Set in the Orwellian year of 1984, Techine's "The Witnesses" unusually sensual and compelling, focuses on a close-knit trio whose relations unravel when the retrovirus slams their world and reconfigures it.

They are -- conveniently -- straight, bisexual and gay, and Techine has an admiring, never pornographic, fascination with their naked forms.

They are stunning Sarah (Emmanuelle Beart), a well-heeled writer of children's books and new mother remote from her infant; her dashing husband, Mehdi (Sami Bouajila), a vice squad detective of Algerian descent; and Sarah's best friend, Adrien (Michel Blanc), a doughy, gay physician who may well be emotionally closer to Sarah than is Mehdi.

Sarah and Mehdi have an open marriage with few complications; Adrien has open arms with few takers.

When the doctor forms a platonic arrangement with Manu (Johan Libereau), a fawnlike charmer he meets on the cruising circuit, it has unimaginable personal and professional repercussions for the three friends.

Techine's characters bathe in the "joie de vivre" of sexual adventurism, are stunned by its mortal consequences and at once grieve, study and chronicle those afflicted with the syndrome. And at once they grieve, fear and deny how AIDS may physically afflict them. Because each of the characters responds so differently, Techine examines the epidemic's human and psychological toll from multiple angles.

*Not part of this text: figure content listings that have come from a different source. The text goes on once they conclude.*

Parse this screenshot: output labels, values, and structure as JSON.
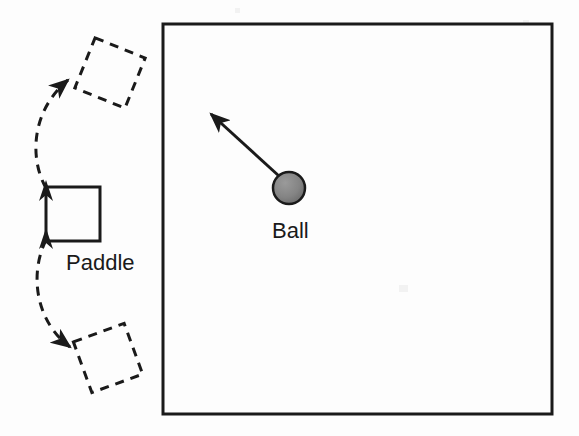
{
  "figure": {
    "background_color": "#fdfdfd",
    "stroke_color": "#1a1a1a",
    "canvas": {
      "width": 579,
      "height": 436
    }
  },
  "labels": {
    "paddle": "Paddle",
    "ball": "Ball"
  },
  "play_field": {
    "name": "play-field-border",
    "x": 163,
    "y": 24,
    "width": 389,
    "height": 390,
    "stroke_color": "#1a1a1a",
    "stroke_width": 3,
    "fill": "none"
  },
  "paddle": {
    "name": "paddle-square",
    "center_x": 73,
    "center_y": 214,
    "size": 54,
    "rotation_deg": 0,
    "stroke_color": "#1a1a1a",
    "stroke_width": 3,
    "style": "solid"
  },
  "ghost_paddles": [
    {
      "name": "ghost-paddle-upper",
      "center_x": 110,
      "center_y": 73,
      "size": 54,
      "rotation_deg": 22,
      "stroke_color": "#1a1a1a",
      "stroke_width": 3,
      "style": "dashed",
      "dash_pattern": "9 7"
    },
    {
      "name": "ghost-paddle-lower",
      "center_x": 108,
      "center_y": 358,
      "size": 54,
      "rotation_deg": -20,
      "stroke_color": "#1a1a1a",
      "stroke_width": 3,
      "style": "dashed",
      "dash_pattern": "9 7"
    }
  ],
  "rotation_arcs": [
    {
      "name": "rotation-arc-upward",
      "from_x": 46,
      "from_y": 188,
      "to_x": 70,
      "to_y": 78,
      "control_x": 28,
      "control_y": 128,
      "style": "dashed",
      "dash_pattern": "9 7",
      "arrowhead": "end",
      "stroke_width": 3
    },
    {
      "name": "rotation-arc-downward",
      "from_x": 46,
      "from_y": 240,
      "to_x": 72,
      "to_y": 348,
      "control_x": 28,
      "control_y": 300,
      "style": "dashed",
      "dash_pattern": "9 7",
      "arrowhead": "end",
      "stroke_width": 3
    }
  ],
  "paddle_edge_arrows": [
    {
      "name": "paddle-top-arrow",
      "x": 46,
      "y": 187,
      "direction": "up"
    },
    {
      "name": "paddle-bottom-arrow",
      "x": 46,
      "y": 241,
      "direction": "up"
    }
  ],
  "ball": {
    "name": "ball-circle",
    "center_x": 289,
    "center_y": 188,
    "radius": 16,
    "fill_color": "#808080",
    "stroke_color": "#1a1a1a",
    "stroke_width": 2.5
  },
  "velocity_arrow": {
    "name": "ball-velocity-arrow",
    "from_x": 279,
    "from_y": 176,
    "to_x": 207,
    "to_y": 110,
    "stroke_color": "#1a1a1a",
    "stroke_width": 3,
    "arrowhead": "end"
  },
  "label_positions": {
    "paddle": {
      "x": 66,
      "y": 270,
      "font_size": 22
    },
    "ball": {
      "x": 272,
      "y": 238,
      "font_size": 22
    }
  }
}
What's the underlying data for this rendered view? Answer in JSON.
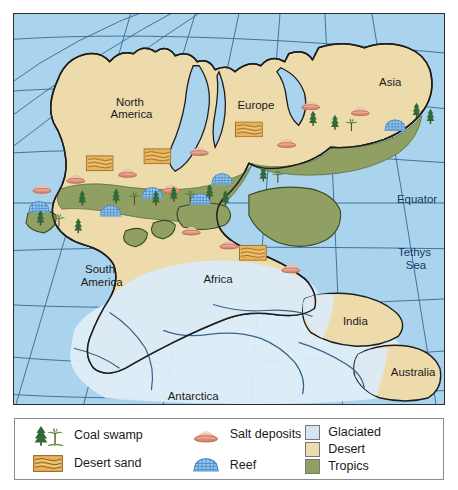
{
  "map": {
    "title": "Pangaea paleoclimate map",
    "continent_labels": [
      {
        "name": "North America",
        "lines": [
          "North",
          "America"
        ],
        "x": 118,
        "y": 92
      },
      {
        "name": "Europe",
        "lines": [
          "Europe"
        ],
        "x": 243,
        "y": 96
      },
      {
        "name": "Asia",
        "lines": [
          "Asia"
        ],
        "x": 378,
        "y": 72
      },
      {
        "name": "South America",
        "lines": [
          "South",
          "America"
        ],
        "x": 88,
        "y": 260
      },
      {
        "name": "Africa",
        "lines": [
          "Africa"
        ],
        "x": 205,
        "y": 270
      },
      {
        "name": "India",
        "lines": [
          "India"
        ],
        "x": 343,
        "y": 313
      },
      {
        "name": "Australia",
        "lines": [
          "Australia"
        ],
        "x": 401,
        "y": 364
      },
      {
        "name": "Antarctica",
        "lines": [
          "Antarctica"
        ],
        "x": 180,
        "y": 388
      }
    ],
    "ocean_labels": [
      {
        "name": "Equator",
        "lines": [
          "Equator"
        ],
        "x": 405,
        "y": 190
      },
      {
        "name": "Tethys Sea",
        "lines": [
          "Tethys",
          "Sea"
        ],
        "x": 404,
        "y": 243
      }
    ],
    "colors": {
      "ocean": "#aad4ee",
      "desert": "#eedbac",
      "tropics": "#90a062",
      "glaciated": "#d9e9f4",
      "coastline": "#1d1d1d",
      "graticule": "#31618f",
      "salt": "#e39b85",
      "reef": "#6aa7dd",
      "sand_symbol": "#d98f2c",
      "tree": "#2f6b3a"
    }
  },
  "legend": {
    "items": [
      {
        "icon": "coal-swamp-icon",
        "label": "Coal swamp"
      },
      {
        "icon": "desert-sand-icon",
        "label": "Desert sand"
      },
      {
        "icon": "salt-deposits-icon",
        "label": "Salt deposits"
      },
      {
        "icon": "reef-icon",
        "label": "Reef"
      },
      {
        "icon": "glaciated-swatch",
        "label": "Glaciated"
      },
      {
        "icon": "desert-swatch",
        "label": "Desert"
      },
      {
        "icon": "tropics-swatch",
        "label": "Tropics"
      }
    ],
    "coal_swamp_label": "Coal swamp",
    "desert_sand_label": "Desert sand",
    "salt_deposits_label": "Salt deposits",
    "reef_label": "Reef",
    "glaciated_label": "Glaciated",
    "desert_label": "Desert",
    "tropics_label": "Tropics"
  }
}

With a minimum of moralizing and maximum of human emotion, "The Witnesses" tells the parallel stories of those who died and those who live to bear witness. Techine uses jumpcuts to propel his story forward, gracefully editing these jagged sequences with rare fluidity.

I would have to watch the film again to fully parse the symbolism of its underwater and airborne sequences. But I suspect Techine is suggesting that love takes us deep in the ocean, high in the sky.